Decision to shield pro-Bolsonaro truck driver sentenced for 8 January 2023 attack could inflame Brazil election politics

Argentina has granted asylum to a Brazilian fugitive convicted for his role in 2023 pro-Bolsonaro riots – a decision that analysts say could reverberate in Brazil’s upcoming presidential election.

A week after Luiz Inácio Lula da Silva, Brazil’s president, took office, hundreds of people ransacked Brazil’s congress building, presidential palace and supreme court on 8 January 2023, in an attempt to overturn former president Jair Bolsonaro’s electoral defeat. Investigators later concluded the attacks were the culmination of a broader plot aimed at staging a coup.

Alongside Bolsonaro and members of his inner circle, who were convicted for their role in the plot, hundreds of rioters were given sentences of up to 17 years in prison for vandalism and insurrection. Dozens fled to Argentina after Javier Milei, a rightwing libertarian, took office in December 2023.

In 2024, Brazil requested the extradition of 61 of its citizens.

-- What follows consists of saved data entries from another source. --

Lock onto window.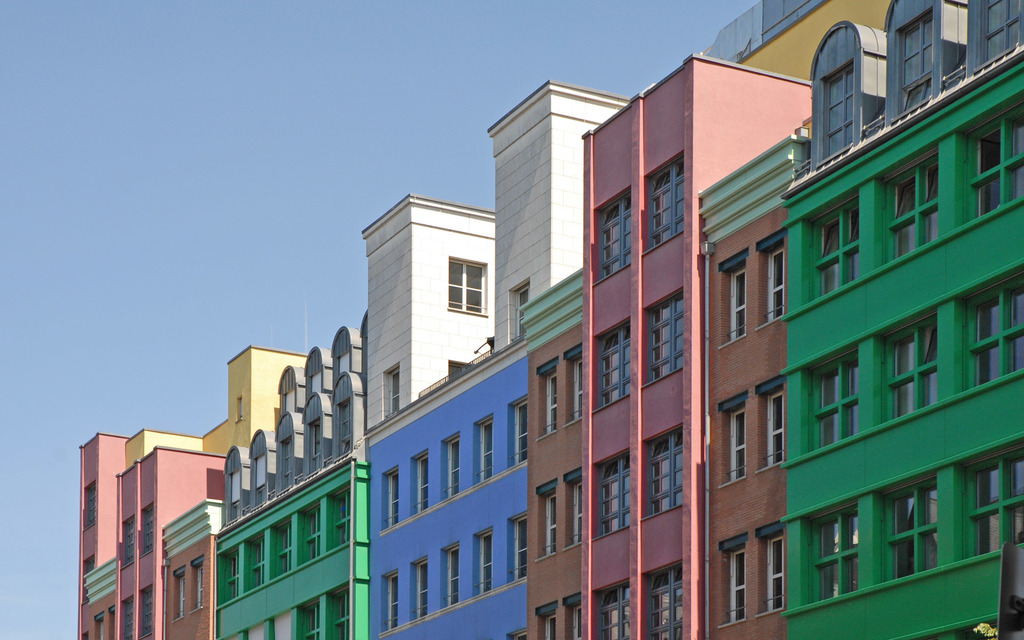
Locked: BBox(808, 194, 859, 303).
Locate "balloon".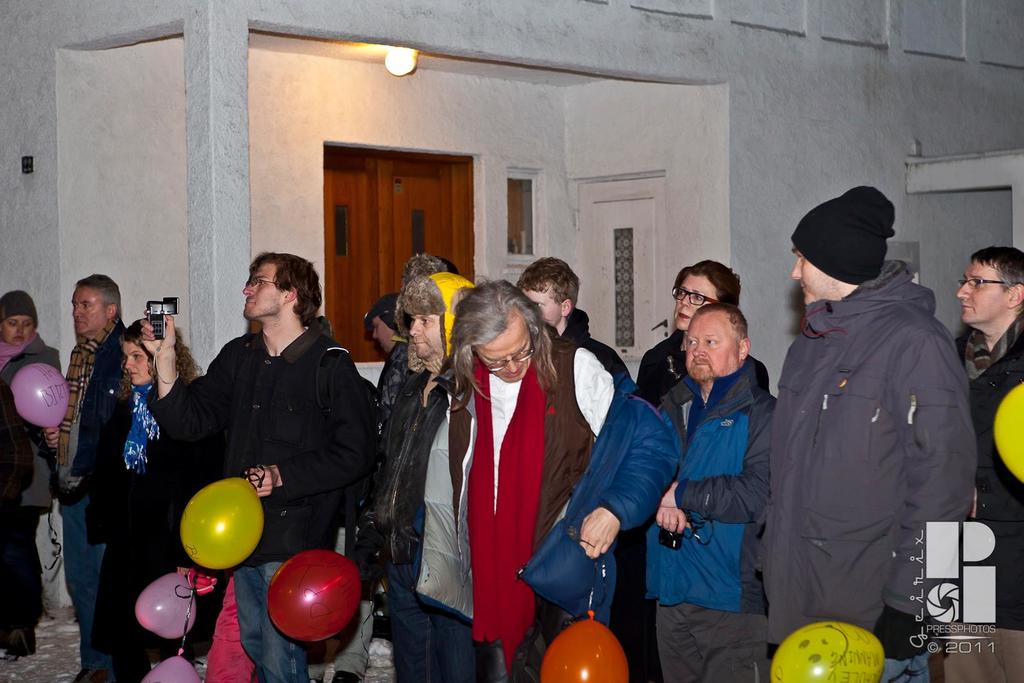
Bounding box: (left=6, top=362, right=72, bottom=432).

Argentine federal police arrested five of them, and in December, a federal judge ordered their extradition.

But this week, one of them – Joel Borges Correa, 47, was informed that Argentina’s refugee commission (Conare) – which operates under the security ministry – ruled that he should be granted asylum.

Borges Correa had applied for asylum in 2024, one of 196 Brazilians who sought refugee status in Argentina that year, according to official data. In his testimony, he said he had gone to the government buildings carrying a Brazilian flag to protest against “Lula’s projects in favour of abortion and the legalisation of drugs” – policies that have not been enacted. He was arrested inside the Planalto presidential palace, the president’s official workplace, and later sentenced to 13 years and six months in prison.

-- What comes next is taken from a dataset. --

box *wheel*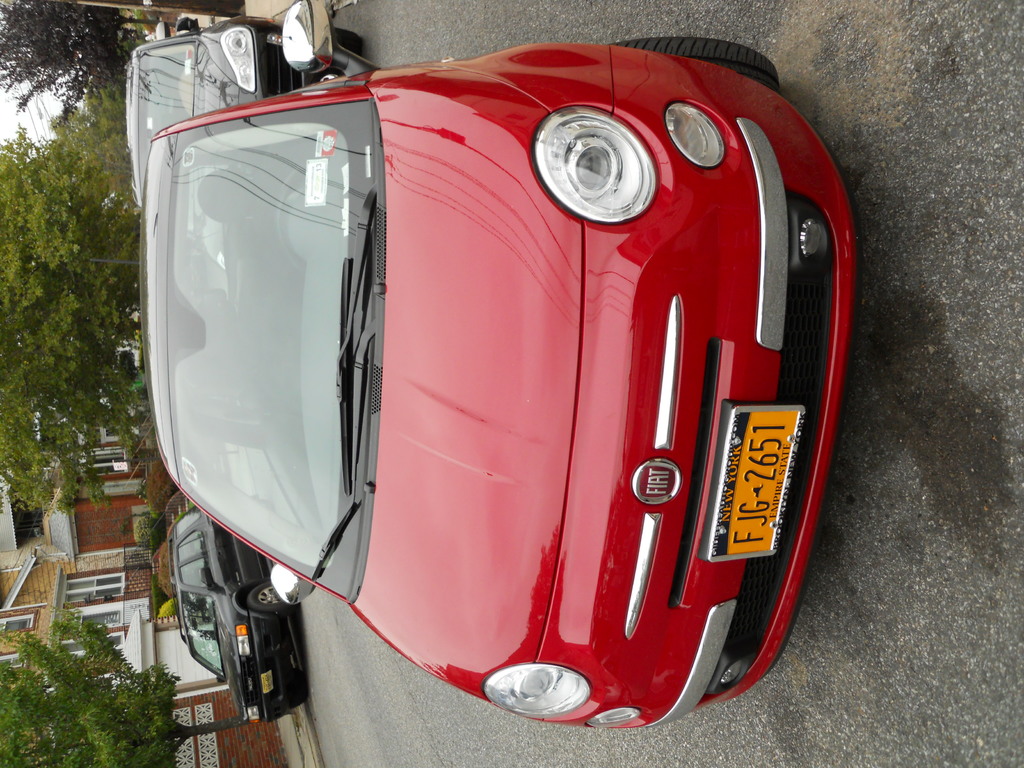
pyautogui.locateOnScreen(334, 24, 366, 54)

In April 2024, attempting to avoid arrest, Borges Correa cut off his ankle monitor and drove to the Argentine border with three other convicted fugitives. Conare concluded that Borges Correa faced discrimination and persecution because of his political opinions, which it said could be “inferred from his participation in the mobilisation on 8 January”, and that the “Brazilian state is the main persecuting agent”.

“There is a very evident human rights issue, a matter of political persecution,” said Pedro Gradin, Borges Correa’s lawyer. “With asylum granted, he will regularise his immigration status. Now they must release him and remove his ankle monitor so that he can live his life like any other citizen.”